To: Maurice Winn who wrote (155705)1/9/2005 11:33:04 AM
From: arun gera  Read Replies (1) | Respond to of 281500
 
> I don't see why his gang should enjoy the oil profits any more than anyone else and he was a LOT less ethical than the USA Empire>

You claim to stand for property rights. Let us suppose the house of a guy down the street goes up in property value, and you have heard that he beats his beautiful wife. Is it OK for you to take your toughs and sieze his house, beat up his children who resist (better still offer candy to one and beat up the other who resists), and marry his beautiful wife?

Or the other alternative, let the local government take over his house, put the kids in foster homes, and put the wife on welfare.

-Arun



To: Maurice Winn who wrote (155705)1/9/2005 12:17:53 PM
From: Nadine Carroll  Read Replies (1) | Respond to of 281500
 
Nadine, why would it matter if Saddam didn't have sanctions against him and the no-fly zones were canceled and he was back as King Kong of Iraq, just like the bosses of Pakistan, North Korea, Iran, Syria, Saudi Arabia, half of Africa, Libya, Vietnam, Cuba and so on?


Saddam had a history of

1) Aggression towards other countries, attacking Iran and conquering Kuwait
2) Very bad calculations of risk (the Iran thing, for example)
3) The capacity and desire to conquer and control most of the oil of the Persian Gulf.
4) Steady assumption of Islamic rhetoric and working partnerships with terrorist groups. Call it Hizbollah envy.

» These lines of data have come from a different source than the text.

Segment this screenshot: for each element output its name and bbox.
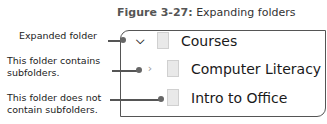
figure-caption: Figure 3-27: Expanding folders (117, 6, 295, 19)
callout-contains-subfolders: This folder contains subfolders. (7, 55, 100, 79)
tree-item-label: Courses (181, 33, 237, 49)
leader-dot (136, 67, 142, 73)
leader-line (110, 99, 162, 101)
folder-icon (157, 32, 169, 49)
tree-item-label: Computer Literacy (191, 61, 321, 77)
callout-no-subfolders: This folder does not contain subfolders. (7, 92, 101, 116)
figure-title: Expanding folders (196, 6, 295, 19)
tree-item-label: Intro to Office (191, 90, 287, 106)
figure-number: Figure 3-27: (117, 6, 193, 19)
callout-text: Expanded folder (19, 30, 97, 41)
callout-text: This folder contains (7, 55, 100, 67)
chevron-right-icon[interactable]: › (143, 62, 157, 75)
callout-text: contain subfolders. (7, 104, 101, 116)
folder-icon (167, 60, 179, 77)
tree-item-intro-to-office[interactable]: Intro to Office (167, 89, 287, 106)
chevron-down-icon[interactable]: ⌵ (133, 34, 147, 47)
tree-item-courses[interactable]: ⌵ Courses (133, 32, 237, 49)
callout-text: subfolders. (7, 67, 100, 79)
folder-icon (167, 89, 179, 106)
callout-text: This folder does not (7, 92, 101, 104)
leader-dot (120, 37, 126, 43)
callout-expanded-folder: Expanded folder (19, 30, 97, 42)
leader-dot (158, 96, 164, 102)
tree-item-computer-literacy[interactable]: › Computer Literacy (143, 60, 321, 77)
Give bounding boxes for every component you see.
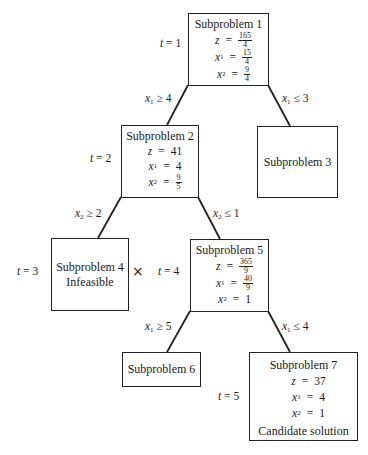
infeasible-status: Infeasible	[66, 275, 113, 290]
node-title: Subproblem 2	[126, 129, 194, 144]
node-subproblem-3: Subproblem 3	[257, 126, 338, 198]
iteration-label-t5: t = 5	[218, 390, 239, 402]
x1-value: 4	[176, 159, 182, 174]
candidate-solution-status: Candidate solution	[258, 424, 348, 439]
equals-sign: =	[226, 259, 233, 274]
equals-sign: =	[232, 67, 239, 82]
x1-value-row: x1 = 40 9	[216, 275, 253, 292]
bound-value: 3	[303, 92, 309, 104]
denominator: 9	[246, 284, 250, 292]
subscript: 1	[221, 276, 225, 291]
iteration-label-t1: t = 1	[160, 37, 181, 49]
z-value: 41	[171, 144, 183, 159]
bound-value: 4	[166, 92, 172, 104]
iteration-label-t3: t = 3	[17, 265, 38, 277]
bound-value: 5	[166, 320, 172, 332]
subscript: 2	[297, 405, 301, 421]
x2-value-row: x2 = 1	[218, 292, 251, 307]
z-symbol: z	[148, 144, 152, 159]
equals-sign: =	[307, 405, 314, 421]
x1-value-row: x1 = 15 4	[215, 49, 252, 66]
t-symbol: t	[90, 152, 93, 164]
iteration-label-t2: t = 2	[90, 152, 111, 164]
subscript: 2	[222, 67, 226, 82]
z-value: 37	[314, 373, 326, 389]
edge-label-x1-le-3: x1 ≤ 3	[282, 92, 308, 106]
equals-sign: =	[231, 276, 238, 291]
t-value: 2	[105, 152, 111, 164]
t-symbol: t	[158, 265, 161, 277]
edge-sp2-sp4	[98, 197, 121, 238]
node-subproblem-1: Subproblem 1 z = 165 4 x1 = 15 4 x2 = 9 …	[188, 13, 269, 86]
equals-sign: =	[163, 159, 170, 174]
subscript: 1	[150, 326, 154, 334]
denominator: 5	[177, 183, 181, 191]
node-title: Subproblem 5	[196, 243, 264, 258]
node-subproblem-5: Subproblem 5 z = 365 9 x1 = 40 9 x2 = 1	[190, 239, 269, 312]
pruned-x-icon: ×	[132, 263, 144, 279]
t-symbol: t	[160, 37, 163, 49]
t-value: 3	[32, 265, 38, 277]
operator: ≤	[293, 92, 299, 104]
node-title: Subproblem 1	[195, 17, 263, 32]
edge-label-x1-le-4: x1 ≤ 4	[282, 320, 308, 334]
x2-value-row: x2 = 9 4	[217, 66, 250, 83]
equals-sign: =	[158, 144, 165, 159]
x1-value-row: x1 = 4	[292, 389, 325, 405]
x2-fraction: 9 5	[176, 174, 182, 191]
edge-label-x2-le-1: x2 ≤ 1	[213, 207, 239, 221]
node-title: Subproblem 4	[56, 260, 124, 275]
iteration-label-t4: t = 4	[158, 265, 179, 277]
x2-value-row: x2 = 9 5	[148, 174, 181, 191]
t-value: 5	[233, 390, 239, 402]
subscript: 2	[80, 213, 84, 221]
operator: ≤	[224, 207, 230, 219]
t-value: 1	[175, 37, 181, 49]
node-title: Subproblem 6	[128, 362, 196, 377]
node-title: Subproblem 7	[270, 357, 338, 373]
x2-value: 1	[245, 292, 251, 307]
subscript: 1	[154, 159, 158, 174]
edge-label-x1-ge-5: x1 ≥ 5	[145, 320, 171, 334]
z-value-row: z = 365 9	[216, 258, 253, 275]
z-symbol: z	[215, 33, 219, 48]
subscript: 2	[223, 292, 227, 307]
node-subproblem-6: Subproblem 6	[122, 352, 201, 387]
t-symbol: t	[218, 390, 221, 402]
denominator: 4	[245, 75, 249, 83]
operator: ≥	[86, 207, 92, 219]
subscript: 2	[218, 213, 222, 221]
subscript: 1	[150, 98, 154, 106]
equals-sign: =	[233, 292, 240, 307]
equals-sign: =	[230, 50, 237, 65]
edge-label-x2-ge-2: x2 ≥ 2	[75, 207, 101, 221]
x1-value-row: x1 = 4	[149, 159, 182, 174]
equals-sign: =	[307, 389, 314, 405]
equals-sign: =	[225, 33, 232, 48]
bound-value: 4	[303, 320, 309, 332]
z-value-row: z = 37	[291, 373, 325, 389]
x1-fraction: 40 9	[243, 275, 253, 292]
z-fraction: 165 4	[238, 32, 252, 49]
z-value-row: z = 165 4	[215, 32, 252, 49]
x2-value-row: x2 = 1	[292, 405, 325, 421]
node-subproblem-4: Subproblem 4 Infeasible	[51, 238, 129, 311]
subscript: 1	[297, 389, 301, 405]
z-value-row: z = 41	[148, 144, 182, 159]
x1-fraction: 15 4	[242, 49, 252, 66]
operator: ≤	[293, 320, 299, 332]
edge-label-x1-ge-4: x1 ≥ 4	[145, 92, 171, 106]
equals-sign: =	[163, 175, 170, 190]
node-title: Subproblem 3	[264, 155, 332, 170]
equals-sign: =	[302, 373, 309, 389]
subscript: 1	[287, 98, 291, 106]
subscript: 1	[220, 50, 224, 65]
x1-value: 4	[319, 389, 325, 405]
z-fraction: 365 9	[239, 258, 253, 275]
subscript: 2	[154, 175, 158, 190]
bound-value: 2	[96, 207, 102, 219]
t-symbol: t	[17, 265, 20, 277]
subscript: 1	[287, 326, 291, 334]
operator: ≥	[156, 320, 162, 332]
z-symbol: z	[291, 373, 295, 389]
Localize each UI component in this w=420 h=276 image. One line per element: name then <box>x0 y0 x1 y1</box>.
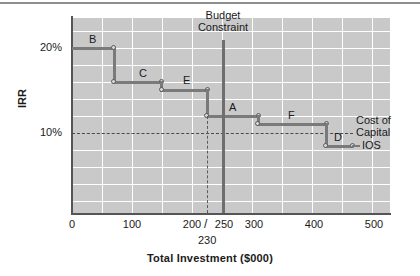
investment-230-line <box>207 116 208 213</box>
ios-segment-d <box>325 145 352 148</box>
ios-point-d-start <box>323 143 328 148</box>
top-rule <box>0 2 420 4</box>
y-axis-title: IRR <box>16 89 28 108</box>
legend-cost-of-capital-line2: Capital <box>356 126 391 138</box>
gridline-horizontal <box>72 167 390 168</box>
x-tick-100: 100 <box>122 218 142 230</box>
gridline-horizontal <box>72 184 390 185</box>
budget-constraint-label: Budget Constraint <box>176 9 270 33</box>
cost-of-capital-line <box>72 133 353 134</box>
step-label-e: E <box>183 74 190 86</box>
x-axis-line <box>71 213 391 215</box>
x-tick-300: 300 <box>242 218 266 230</box>
ios-point-c-start <box>111 79 116 84</box>
ios-drop-e-a <box>206 89 209 116</box>
gridline-horizontal <box>72 99 390 100</box>
step-label-d: D <box>334 131 342 143</box>
x-tick-230-slash: / <box>204 217 207 231</box>
gridline-horizontal <box>72 150 390 151</box>
step-label-b: B <box>89 33 96 45</box>
y-axis-line <box>71 16 73 215</box>
gridline-horizontal <box>72 65 390 66</box>
ios-point-b-end <box>111 45 116 50</box>
x-tick-400: 400 <box>302 218 326 230</box>
x-tick-230: 230 <box>198 234 216 246</box>
gridline-horizontal <box>72 201 390 202</box>
ios-segment-a <box>206 115 258 118</box>
ios-point-f-start <box>255 121 260 126</box>
ios-segment-c <box>113 81 161 84</box>
y-tick-20: 20% <box>22 41 62 53</box>
ios-segment-f <box>257 123 326 126</box>
legend-ios-label: IOS <box>362 139 381 151</box>
step-label-f: F <box>288 109 295 121</box>
step-label-a: A <box>229 101 236 113</box>
ios-segment-e <box>160 89 207 92</box>
ios-segment-b <box>72 47 116 50</box>
ios-drop-b-c <box>113 47 116 82</box>
y-tick-10: 10% <box>22 126 62 138</box>
budget-constraint-label-line1: Budget <box>176 9 270 21</box>
x-axis-title: Total Investment ($000) <box>0 252 420 264</box>
budget-constraint-line <box>222 40 225 213</box>
legend-cost-of-capital-line1: Cost of <box>356 114 391 126</box>
legend-ios-leader-line <box>352 145 360 147</box>
ios-point-e-start <box>159 87 164 92</box>
step-label-c: C <box>139 67 147 79</box>
chart-figure: B C E A F D Budget Constraint Cost of Ca… <box>0 0 420 276</box>
budget-constraint-label-line2: Constraint <box>176 21 270 33</box>
legend-cost-of-capital: Cost of Capital <box>356 114 391 138</box>
x-tick-200: 200 <box>182 218 202 230</box>
x-tick-0: 0 <box>62 218 82 230</box>
x-tick-250: 250 <box>212 218 236 230</box>
x-tick-500: 500 <box>362 218 386 230</box>
gridline-horizontal <box>72 48 390 49</box>
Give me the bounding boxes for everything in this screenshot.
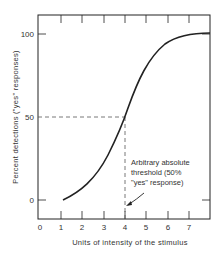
- y-tick-50: 50: [25, 113, 34, 122]
- annotation-line-3: "yes" response): [131, 178, 184, 187]
- y-tick-0: 0: [30, 196, 35, 205]
- x-tick-4: 4: [123, 223, 128, 232]
- annotation-line-1: Arbitrary absolute: [131, 158, 190, 167]
- y-axis-title: Percent detections ("yes" responses): [11, 50, 20, 184]
- top-ticks: [61, 15, 189, 23]
- x-tick-2: 2: [80, 223, 85, 232]
- right-ticks: [202, 34, 210, 200]
- y-tick-100: 100: [21, 30, 35, 39]
- x-tick-0: 0: [38, 223, 43, 232]
- x-tick-7: 7: [187, 223, 192, 232]
- x-tick-6: 6: [166, 223, 171, 232]
- psychometric-chart: Arbitrary absolute threshold (50% "yes" …: [0, 0, 221, 257]
- x-tick-5: 5: [144, 223, 149, 232]
- x-axis-title: Units of intensity of the stimulus: [72, 238, 188, 247]
- x-tick-3: 3: [102, 223, 107, 232]
- x-tick-1: 1: [59, 223, 64, 232]
- annotation-line-2: threshold (50%: [131, 168, 182, 177]
- annotation-arrow: [126, 193, 144, 206]
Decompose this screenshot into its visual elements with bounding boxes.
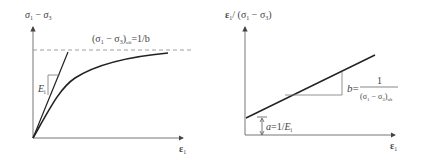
right-plot: ε1/ (σ1 − σ3) b= 1 (σ1 − σ3)ult a=1/Ei ε… <box>225 9 398 152</box>
left-y-axis-label: σ1 − σ3 <box>25 9 52 21</box>
slope-label-numerator: 1 <box>377 75 382 86</box>
asymptote-label: (σ1 − σ3)ult=1/b <box>92 33 150 45</box>
initial-tangent-line <box>33 52 68 138</box>
left-plot: σ1 − σ3 (σ1 − σ3)ult=1/b Ei ε1 <box>25 9 192 155</box>
left-x-axis-label: ε1 <box>179 143 186 155</box>
slope-label-denominator: (σ1 − σ3)ult <box>360 92 393 102</box>
slope-label-lhs: b= <box>347 82 359 94</box>
intercept-label: a=1/Ei <box>266 121 293 133</box>
right-x-axis-label: ε1 <box>390 140 397 152</box>
hyperbolic-model-diagram: σ1 − σ3 (σ1 − σ3)ult=1/b Ei ε1 ε1/ (σ1 −… <box>0 0 421 159</box>
right-y-axis-label: ε1/ (σ1 − σ3) <box>225 9 272 21</box>
stress-strain-curve <box>33 53 168 138</box>
initial-modulus-label: Ei <box>37 83 46 95</box>
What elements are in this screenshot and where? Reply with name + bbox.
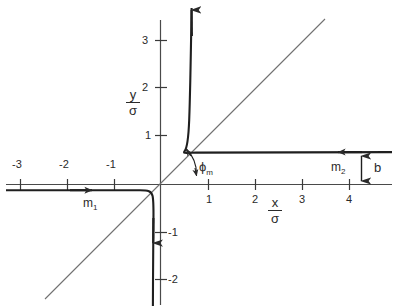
phi-m-subscript: m — [206, 168, 213, 177]
trajectory-branch-m1 — [6, 190, 154, 306]
y-tick-label--1: -1 — [168, 227, 178, 238]
x-tick-label--2: -2 — [59, 159, 69, 170]
figure-container: -3 -2 -1 1 2 3 4 3 2 1 -1 -2 y σ x σ ϕm … — [0, 0, 394, 307]
plot-canvas — [0, 0, 394, 307]
m2-curve-path — [184, 8, 392, 153]
y-axis-denominator: σ — [126, 103, 140, 117]
x-tick-label-1: 1 — [206, 194, 212, 205]
branch-label-m2: m2 — [331, 161, 345, 176]
branch-label-m1: m1 — [83, 197, 97, 212]
x-tick-label-4: 4 — [346, 194, 352, 205]
y-tick-label-3: 3 — [142, 35, 148, 46]
x-axis-denominator: σ — [268, 211, 282, 225]
trajectory-branch-m2 — [184, 8, 392, 153]
y-tick-label--2: -2 — [168, 274, 178, 285]
impact-parameter-label: b — [374, 161, 381, 174]
x-tick-label--1: -1 — [106, 159, 116, 170]
x-tick-label-2: 2 — [252, 194, 258, 205]
y-axis-fraction: y σ — [126, 88, 140, 118]
x-axis-fraction: x σ — [268, 196, 282, 226]
m1-subscript: 1 — [93, 203, 97, 212]
y-axis-numerator: y — [126, 88, 140, 103]
x-axis-title: x σ — [268, 196, 282, 226]
y-axis-title: y σ — [126, 88, 140, 118]
m1-curve-path — [6, 190, 154, 306]
y-tick-label-1: 1 — [145, 130, 151, 141]
m2-subscript: 2 — [341, 167, 345, 176]
asymptote-diagonal-line — [45, 19, 325, 299]
x-axis-numerator: x — [268, 196, 282, 211]
x-tick-label-3: 3 — [299, 194, 305, 205]
phi-m-label: ϕm — [199, 160, 213, 177]
m1-symbol: m — [83, 196, 93, 210]
x-tick-label--3: -3 — [12, 159, 22, 170]
y-tick-label-2: 2 — [142, 82, 148, 93]
m2-symbol: m — [331, 160, 341, 174]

The aggression and risk-taking combined with one man rule made Saddam particularly chancy to leave alone, as opposed to say, the House of Saud. Those guys aren't much nicer than Saddam but they're a lot more cautious. Having it all stuck in the middle of the Persian Gulf - that was the unique combo about Saddam.

Saddam didn't have a choice in the sanctions. He was getting them good and hard whether he liked it or not, no matter what he did. He knew that.

That is simply wrong. Saddam was working hard to get them lifted, paying millions in bribes to France and Russia and China - and it was working, slowly but surely.